LeetCode Graph Question Summary
Xiahua Liu November 15, 2024 #LeetCode #C++ #AlgorithmData Structure
Graph problems rely heavily on how the data is represented. While there are three standard academic ways, LeetCode focuses primarily on adjacency matrices and adjacency lists.
Adjacency Matrix
This is a 2D array where matrix[i][j] represents an edge from node i to node j.
- Pros: Fast lookups ($O(1)$) to check if an edge exists.
- Cons: Consumes $O(V^2)$ space, which is inefficient for sparse graphs.
- Usage: Best when the number of vertices $V$ is small (e.g., $V \le 1000$).
// Example: unweighted graph
// graph[i][j] = 1 means edge exists, 0 means no edge
vector<vector<int>> ;
Adjacency List
Each vertex maintains a list of the vertices it connects to. This is the most common representation for interview questions.
- Pros: Efficient space complexity $O(V+E)$. Iterating neighbors is fast.
- Cons: Slightly slower lookup to check specific edge existence ($O(\text{degree of } V)$).
LeetCode often provides a flattened list of edges (e.g., [[0,1], [1,2]]). Convert that into an adjacency list first:
// Conversion from edge list to Adjacency List
vector<vector<int>>
Incidence Matrix
Rows represent vertices and columns represent edges. This representation is rarely used in competitive programming or interviews due to complexity and space requirements.
Graph Traversal
Traversing a graph involves visiting nodes while handling potential cycles (unless the graph is guaranteed to be a DAG). We typically use a visited array (or hash set) to track nodes we have already processed.
Depth-First Search (DFS)
DFS goes as deep as possible before backtracking. It is implemented using recursion or an explicit stack.
void
Common use cases:
- Detecting cycles.
- Finding connected components (e.g., "Number of Islands").
- Pathfinding (not necessarily the shortest path).
Breadth-First Search (BFS)
BFS explores neighbors layer by layer and is implemented with a queue.
void
Common use cases:
- Shortest path in unweighted graphs.
- Level-order traversal.
Topological Sorting
Topological sorting is a linear ordering of vertices in a Directed Acyclic Graph (DAG) such that for every edge $u \to v$, $u$ appears before $v$. If the graph contains a cycle, topological sorting is impossible.
Kahn's Algorithm (BFS approach)
Steps:
- Calculate the in-degree (number of incoming edges) for every node.
- Push all nodes with in-degree == 0 into a queue.
- While the queue is not empty:
- Pop a node
uand add it to the sorted result. - For each neighbor
vofu, decrementv's in-degree; if it becomes 0, pushvto the queue.
- Pop a node
- If the result size $\neq$ total nodes, the graph has a cycle.
vector<int>
Classic problem: 207. Course Schedule
Union-Find (Disjoint Set Union)
Union-Find tracks elements partitioned into disjoint sets. It's efficient for detecting cycles in undirected graphs, connecting components (e.g., Kruskal's MST), and "Number of Provinces" problems.
Core operations:
find(x): Returns the representative (root) of the set containingx(path compression).union(x, y): Merges the sets containingxandy(union by rank).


- _WORK REQUEST_
Look at every line of the material and count the ones holding the word "element". The answer is the number only.

- _SOURCE MATERIAL_
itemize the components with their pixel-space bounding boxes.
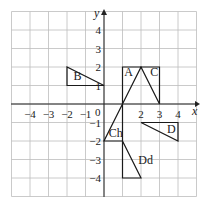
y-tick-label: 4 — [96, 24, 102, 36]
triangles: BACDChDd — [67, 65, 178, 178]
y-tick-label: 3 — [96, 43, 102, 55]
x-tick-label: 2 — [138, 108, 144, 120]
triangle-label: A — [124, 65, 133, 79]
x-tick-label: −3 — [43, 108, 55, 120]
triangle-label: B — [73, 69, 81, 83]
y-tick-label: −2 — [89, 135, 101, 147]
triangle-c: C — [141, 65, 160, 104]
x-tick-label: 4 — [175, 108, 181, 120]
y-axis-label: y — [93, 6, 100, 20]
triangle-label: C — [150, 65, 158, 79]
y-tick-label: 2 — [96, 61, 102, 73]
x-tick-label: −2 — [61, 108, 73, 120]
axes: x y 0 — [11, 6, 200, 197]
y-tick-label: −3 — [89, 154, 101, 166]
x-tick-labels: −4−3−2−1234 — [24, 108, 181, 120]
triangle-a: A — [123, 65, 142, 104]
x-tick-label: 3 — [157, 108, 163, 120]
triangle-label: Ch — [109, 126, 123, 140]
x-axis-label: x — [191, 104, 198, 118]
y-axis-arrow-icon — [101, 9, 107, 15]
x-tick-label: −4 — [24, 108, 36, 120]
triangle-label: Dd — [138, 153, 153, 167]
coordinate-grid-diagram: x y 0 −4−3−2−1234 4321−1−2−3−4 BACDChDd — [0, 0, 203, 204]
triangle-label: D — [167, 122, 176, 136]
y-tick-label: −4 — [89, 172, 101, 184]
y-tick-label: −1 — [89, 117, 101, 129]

...

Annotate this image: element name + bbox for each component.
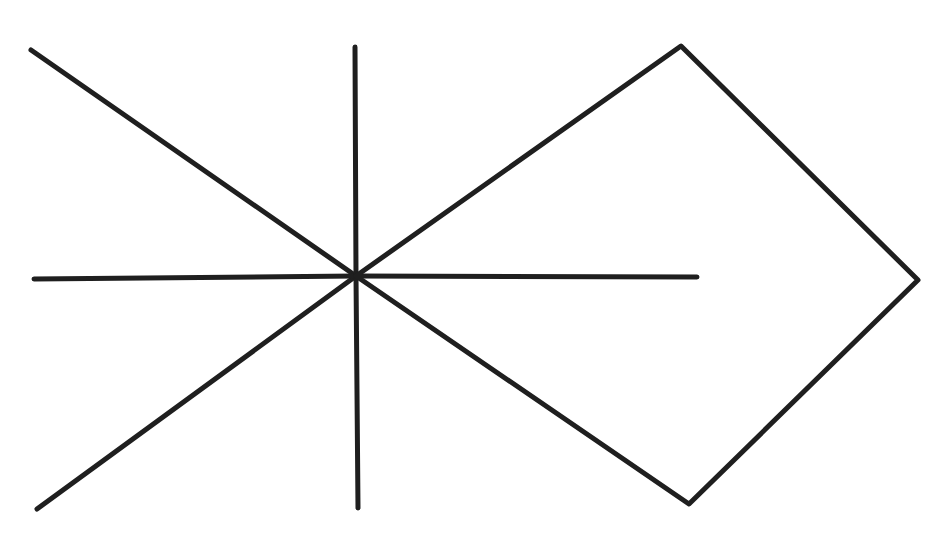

---

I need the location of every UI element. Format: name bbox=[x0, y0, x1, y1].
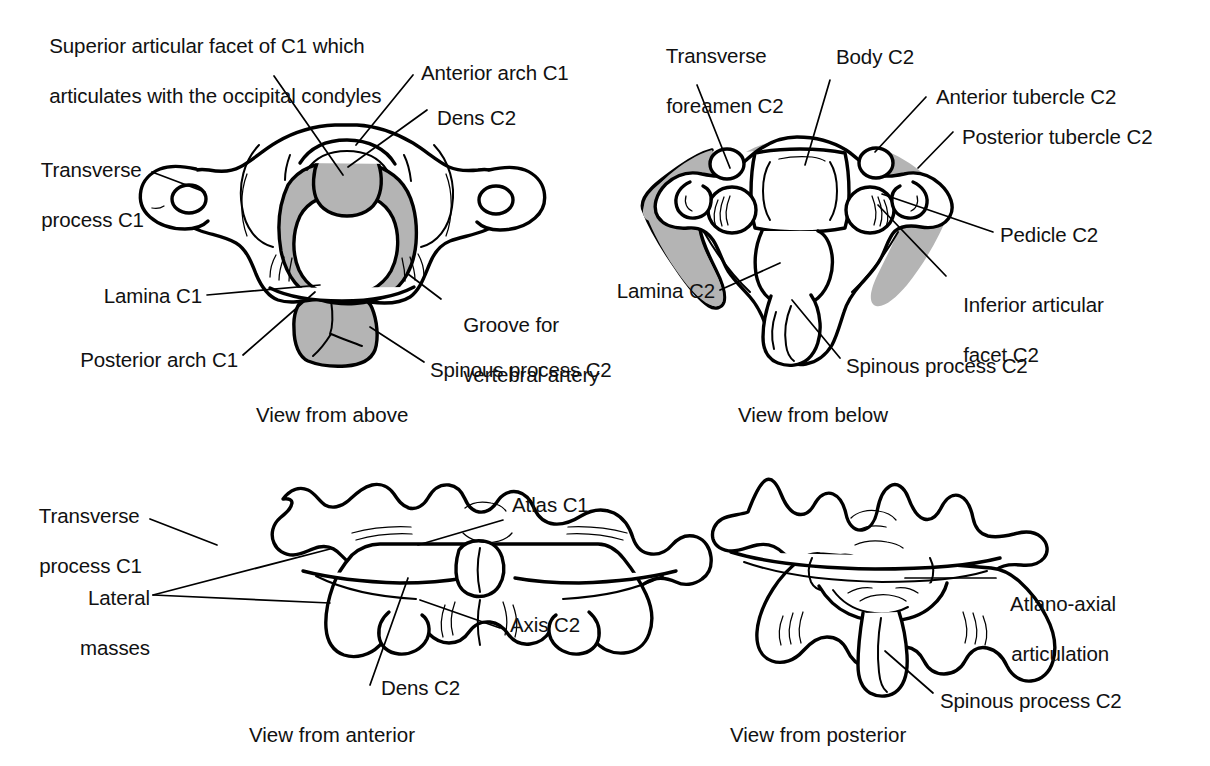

- _RESPONSE AREA_
2